Realms of disenchantment

>> Dungeons & Dragons casts a sleep spell on the audience

by MATTHEW HAYS

Back in its day, the Dungeons & Dragons role-playing game offered fidgety 12 year olds the chance to create their own magical realms of fantasy and enchantment, where the line between magnificent wealth and horrible death was decided by the roll of those funny 20-sided dice.

It seems somehow appropriate, then, that the script for Dungeons & Dragons, the way-belated cinematic offshoot of the quarter-century-old game, should seem to have been written by a 12 year old.

It's more than just painfully bad dialogue, seemingly pasted together Burroughs-style from a stack of miserable fantasy paperbacks.
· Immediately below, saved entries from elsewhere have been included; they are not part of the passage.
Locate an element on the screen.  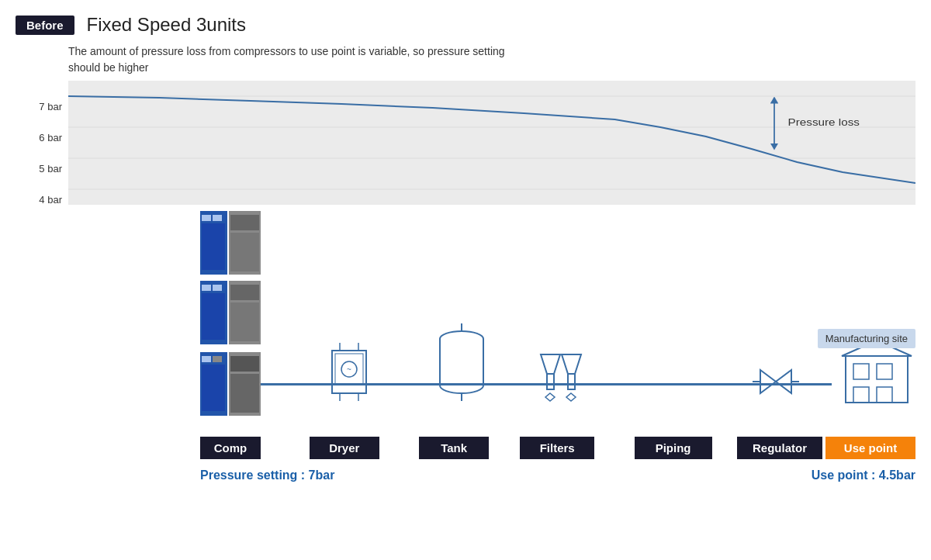
y-label-4: 4 bar is located at coordinates (39, 200).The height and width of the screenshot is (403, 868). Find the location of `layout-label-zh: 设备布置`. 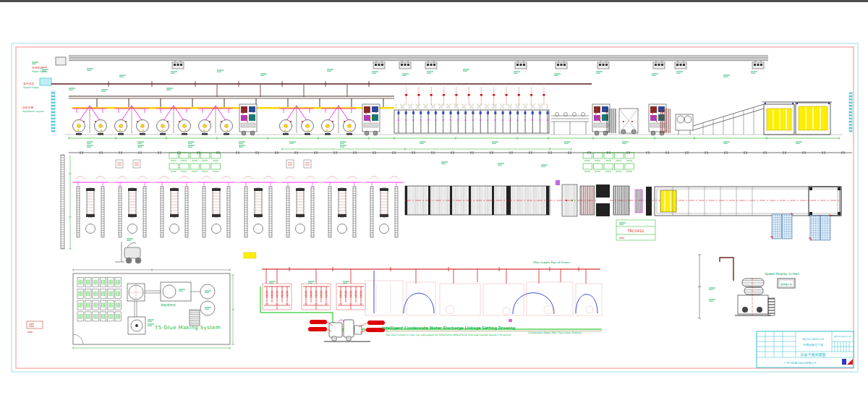

layout-label-zh: 设备布置 is located at coordinates (27, 107).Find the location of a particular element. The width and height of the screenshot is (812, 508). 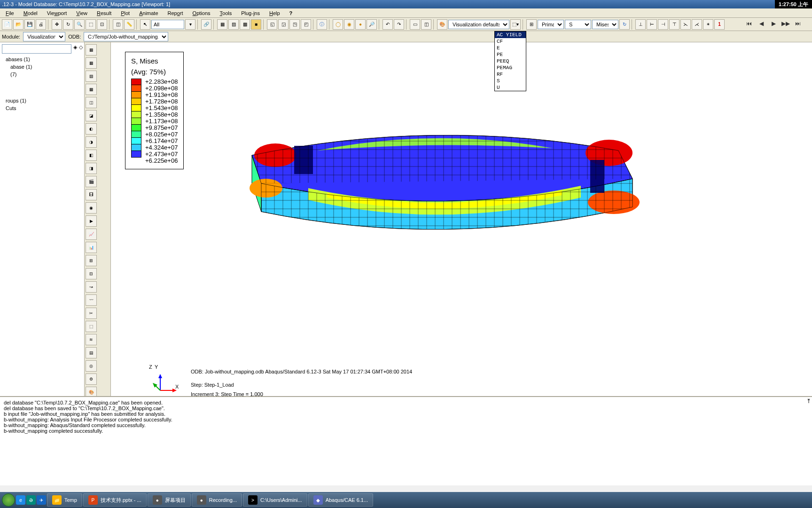

tool-symbol-icon: ▩ is located at coordinates (91, 89).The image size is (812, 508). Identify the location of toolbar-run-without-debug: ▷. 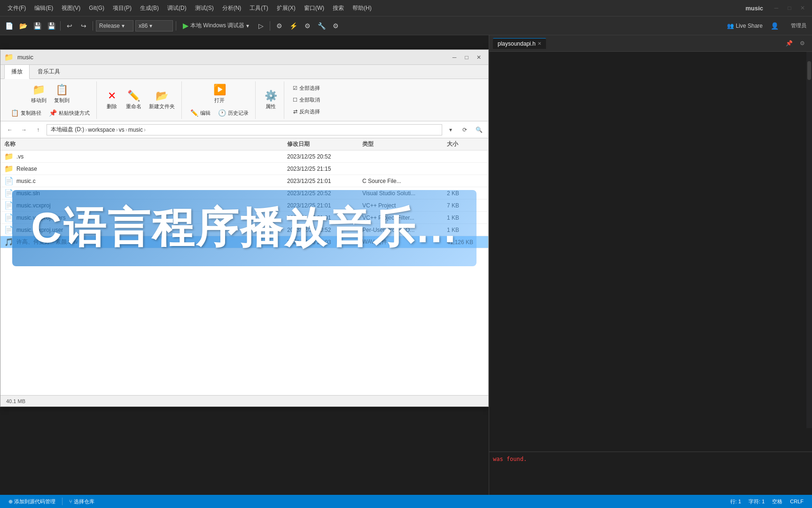
(261, 26).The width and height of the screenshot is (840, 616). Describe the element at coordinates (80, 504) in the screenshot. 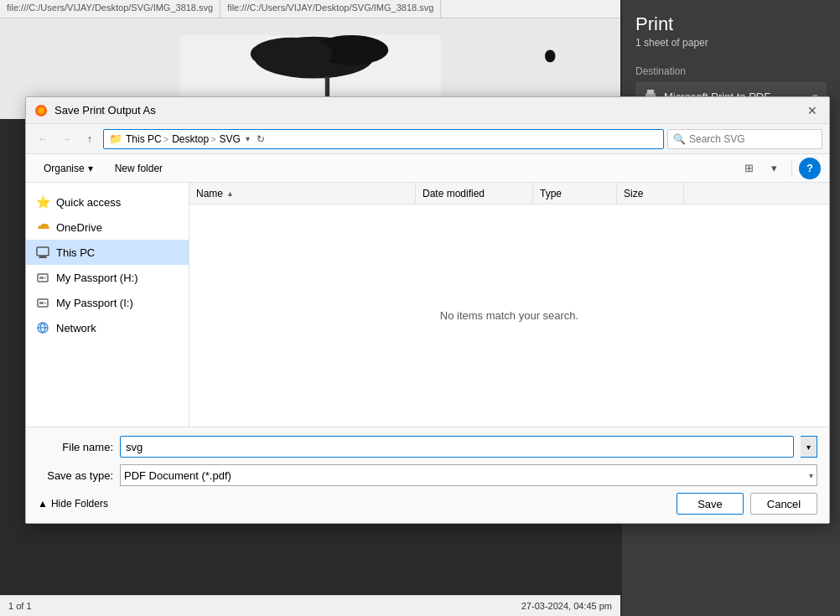

I see `hide-folders-label: Hide Folders` at that location.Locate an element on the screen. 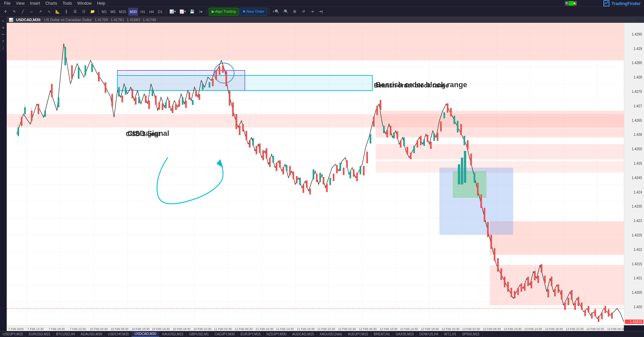  menu-file: File is located at coordinates (7, 3). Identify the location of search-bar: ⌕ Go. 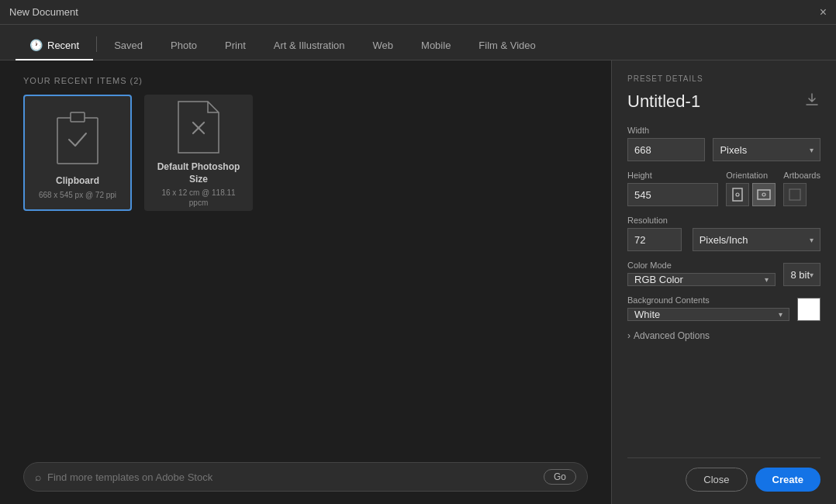
(306, 477).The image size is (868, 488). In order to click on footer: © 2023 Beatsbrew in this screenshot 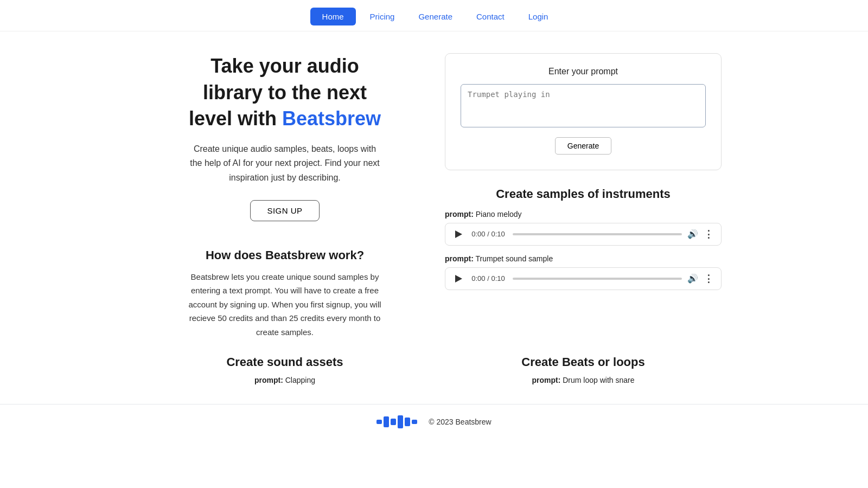, I will do `click(434, 422)`. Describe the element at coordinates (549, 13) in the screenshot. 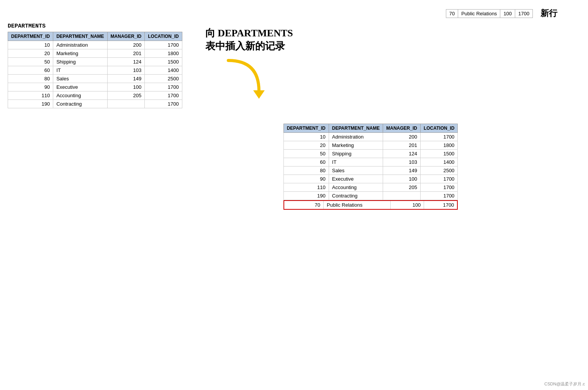

I see `new-row-label: 新行` at that location.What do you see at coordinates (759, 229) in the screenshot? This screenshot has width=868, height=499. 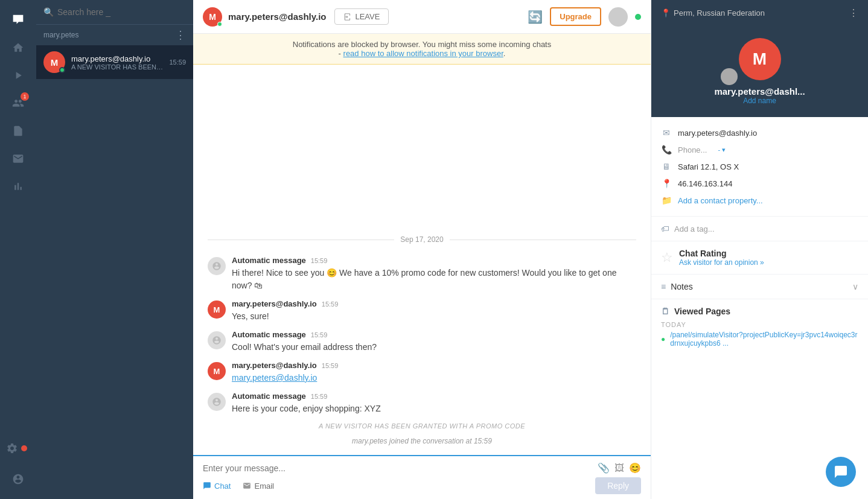 I see `tag-section: 🏷 Add a tag...` at bounding box center [759, 229].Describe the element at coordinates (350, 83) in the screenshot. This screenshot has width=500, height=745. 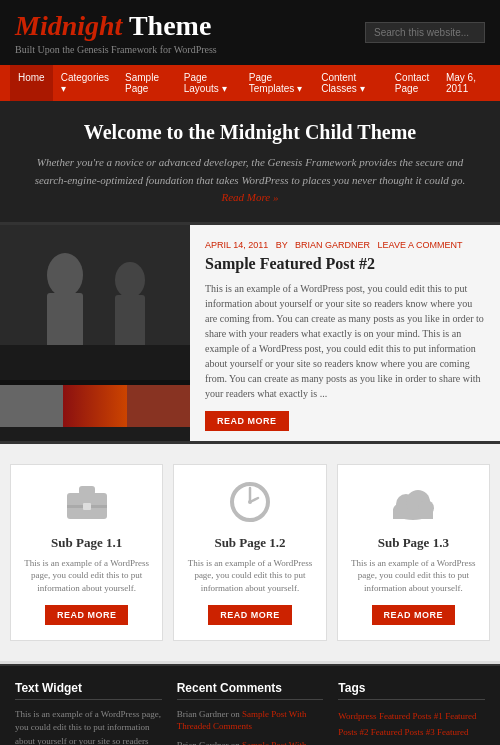
I see `nav-item-content: Content Classes ▾` at that location.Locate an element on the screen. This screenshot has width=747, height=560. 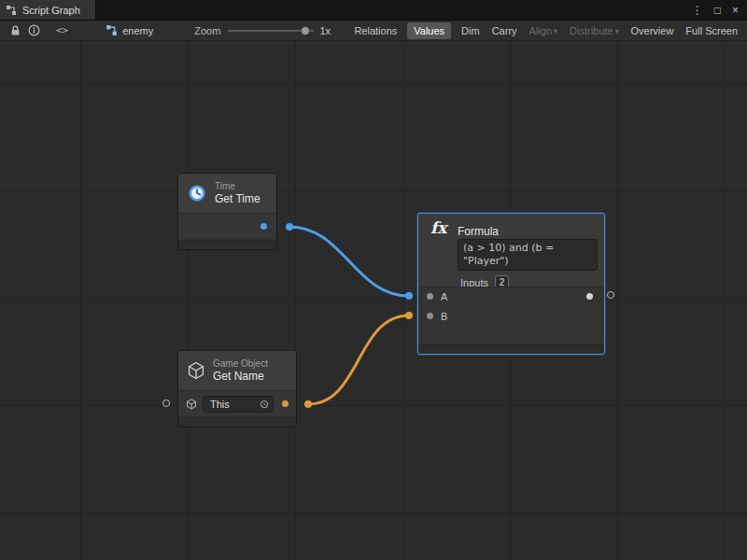
toolbar-button-align: Align▾ is located at coordinates (543, 31).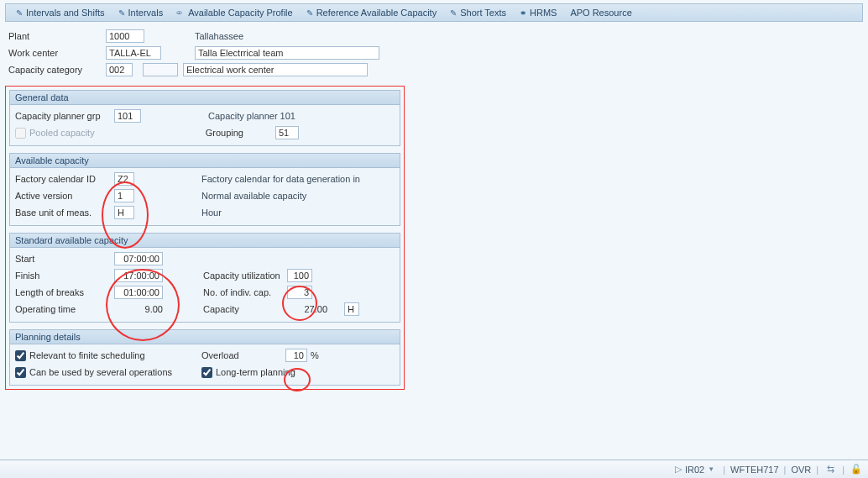 The image size is (868, 478). I want to click on grouping-field: 51, so click(287, 133).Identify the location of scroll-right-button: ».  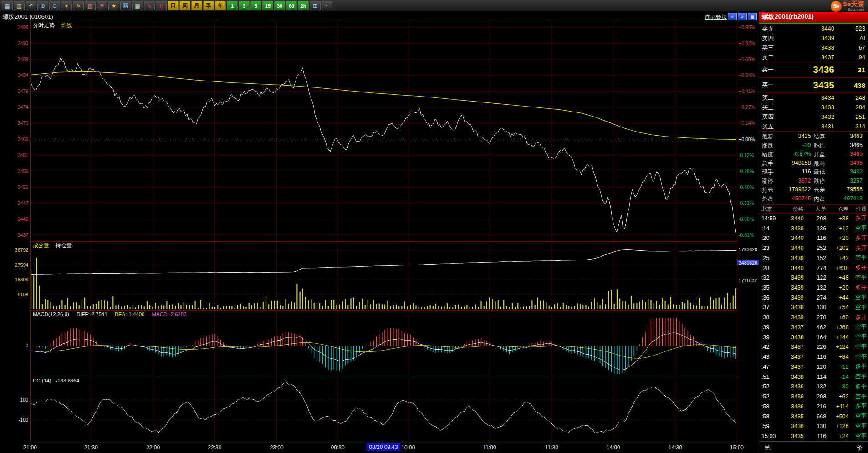
(742, 16).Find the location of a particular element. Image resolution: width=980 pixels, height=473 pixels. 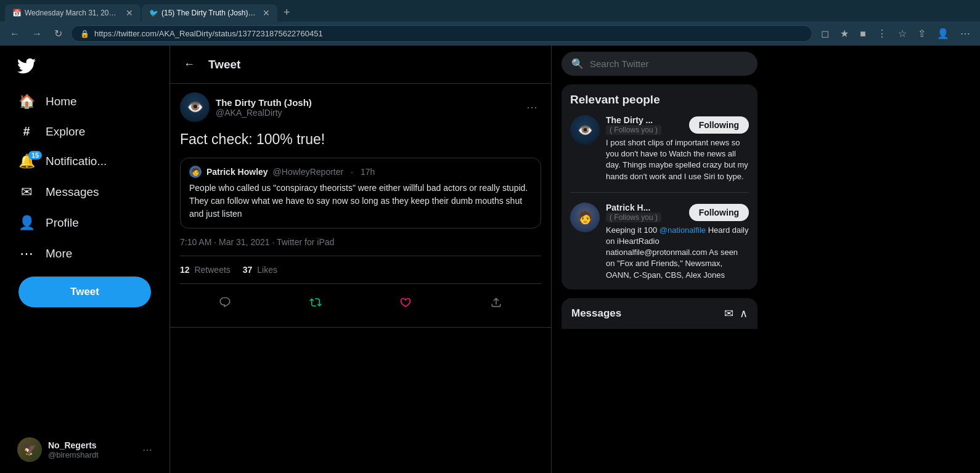

sidebar-display-name: No_Regerts is located at coordinates (92, 445).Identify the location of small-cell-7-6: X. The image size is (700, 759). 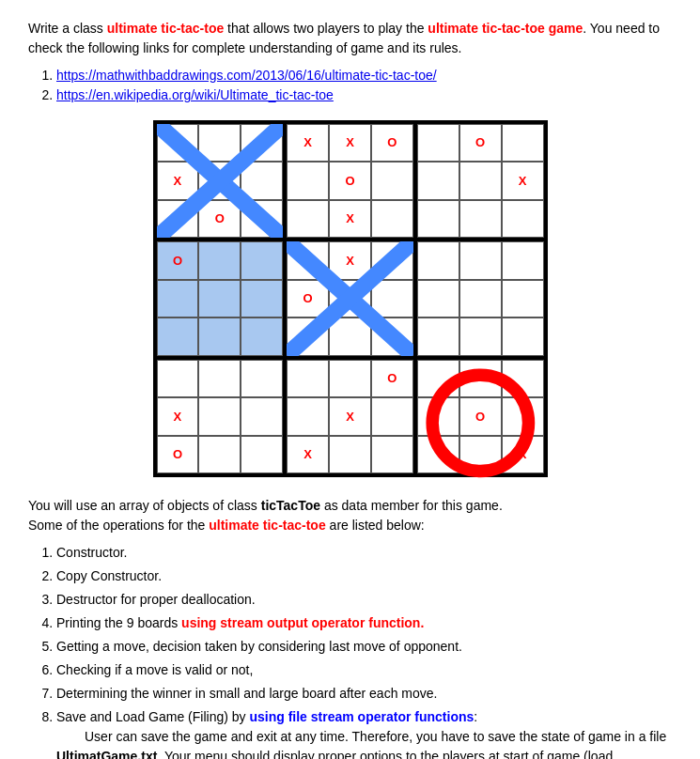
(308, 455).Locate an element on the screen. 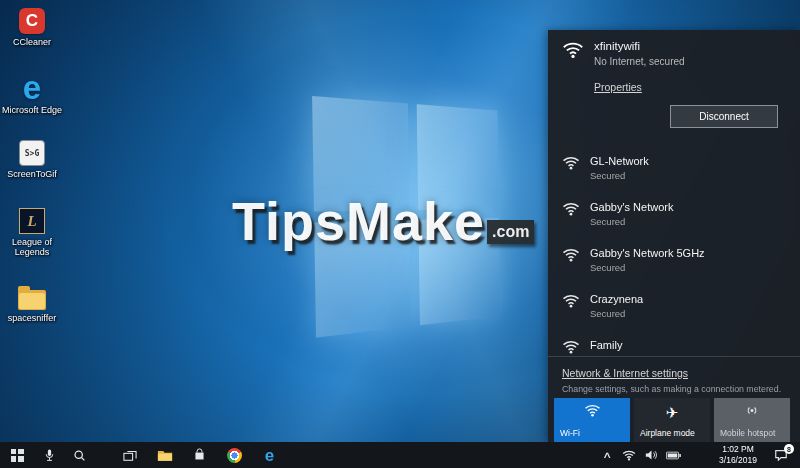  desktop-icon-microsoft-edge: e Microsoft Edge is located at coordinates (32, 94).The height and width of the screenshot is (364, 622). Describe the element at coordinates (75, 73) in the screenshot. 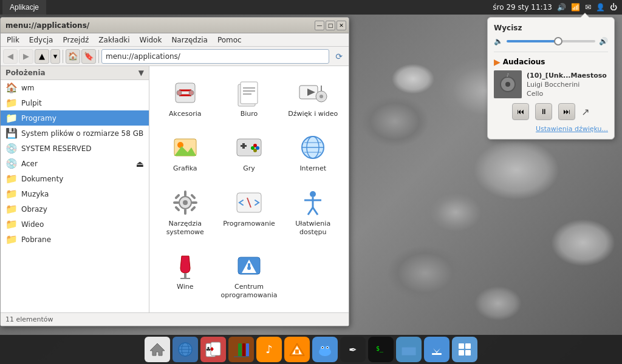

I see `sidebar-header: Położenia ▼` at that location.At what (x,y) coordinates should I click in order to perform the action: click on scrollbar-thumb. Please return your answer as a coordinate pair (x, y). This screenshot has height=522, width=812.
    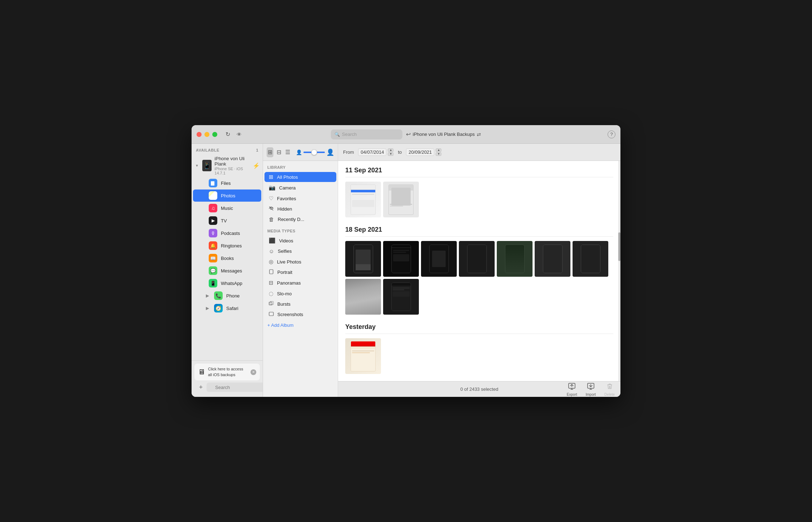
    Looking at the image, I should click on (619, 247).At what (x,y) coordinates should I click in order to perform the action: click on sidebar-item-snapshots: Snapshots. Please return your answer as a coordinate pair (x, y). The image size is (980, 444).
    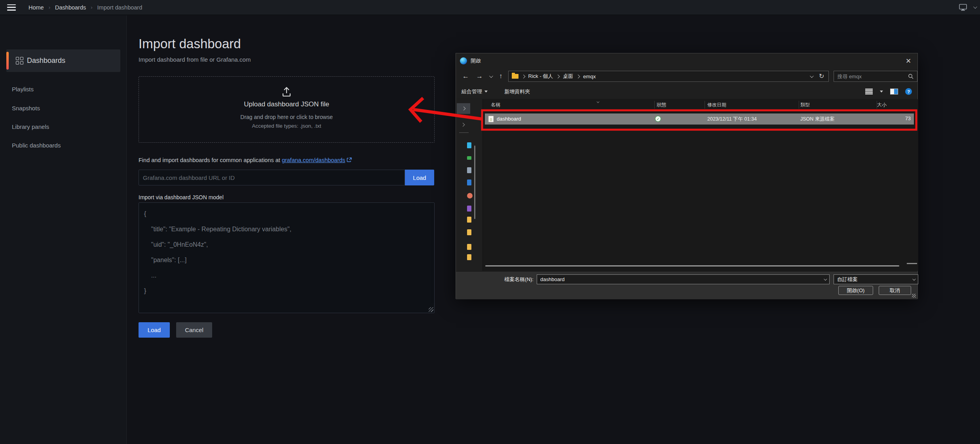
    Looking at the image, I should click on (26, 108).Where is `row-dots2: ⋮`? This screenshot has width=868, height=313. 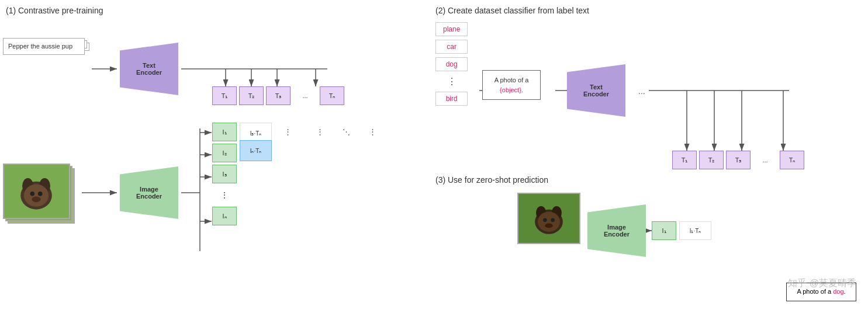 row-dots2: ⋮ is located at coordinates (288, 132).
What we have here is a scenario so excruciatingly uninspired that every twist and development can be seen coming a mile away. Moreover, elements galore are shamelessly pilfered from Star Wars. Fantasy and imagination were clearly not in the incantation for this little magic trick.

See, Princess Amidala--sorry, Empress Savina--wants to apply some sort of enchanted socialism across her realm. Wizards and common folk should have equal rights, she argues. Now, Darth Vader, or rather Profion the Magic Fascist, wants all the power for himself. He needs the magic wand that controls red dragons to challenge Savina and her gold-dragon-controlling stick. So Darth Maul--that is, number-one henchman Damodar--is dispatched to get it. Only thing is, Luke, Chewie, Leia and the robots are already on the case.

Okay, so maybe a pedestrian script was to be expected. This still leaves room for funny jokes (there are jokes, but none of them funny), impressive swordfights (impressive they're not) or at least some halfway-decent acting. Sorry, no dice.

The usually brilliant Jeremy Irons, as Profion, chews up the scenery like it was cotton candy. Every line out of his mouth is nails on a blackboard. Marlan Wayans, who got chuckles in Scary Movie, simply irritates as the thief Snails, while his pal Ridley, played by Lois & Clark's Justin Whalin, seems teleported out of some excreable '80s teen flick. Snails, being black, is predictably killed off pretty fast.

American Beauty's Thora Birch is a nuisance as the Empress, and Bruce Payne, in the Damodar role, drags out the cheesy menace as though stalling, making time for the CGI guys to finish digi-mating their dragons. And what's with his blue lipstick?!

Hope comes in the form of Richard O'Brien, the fellow who wrote Rocky Horror Picture Show (he also played Riff-Raff), as Nilus the thief lord. Even he can't bring a spark of life to a film blighted by some weird spell of lameness.

Briefly entertaining is the sudden climax, presenting a sky full of dogfighting dragons. Two minutes of swooping and fireballs hardly makes up for an hour and a half of groan-inducing mediocrity, though. In short, I cannot stress the importance of avoiding this piece of shit. Stay home and rent Labyrinth, Dragonslayer, Excalibur, Legend, whatever. Better yet, round up some local 12 year olds, dust off the 20-sided die and start a game. No matter how shitty it turns out, it's better than this movie.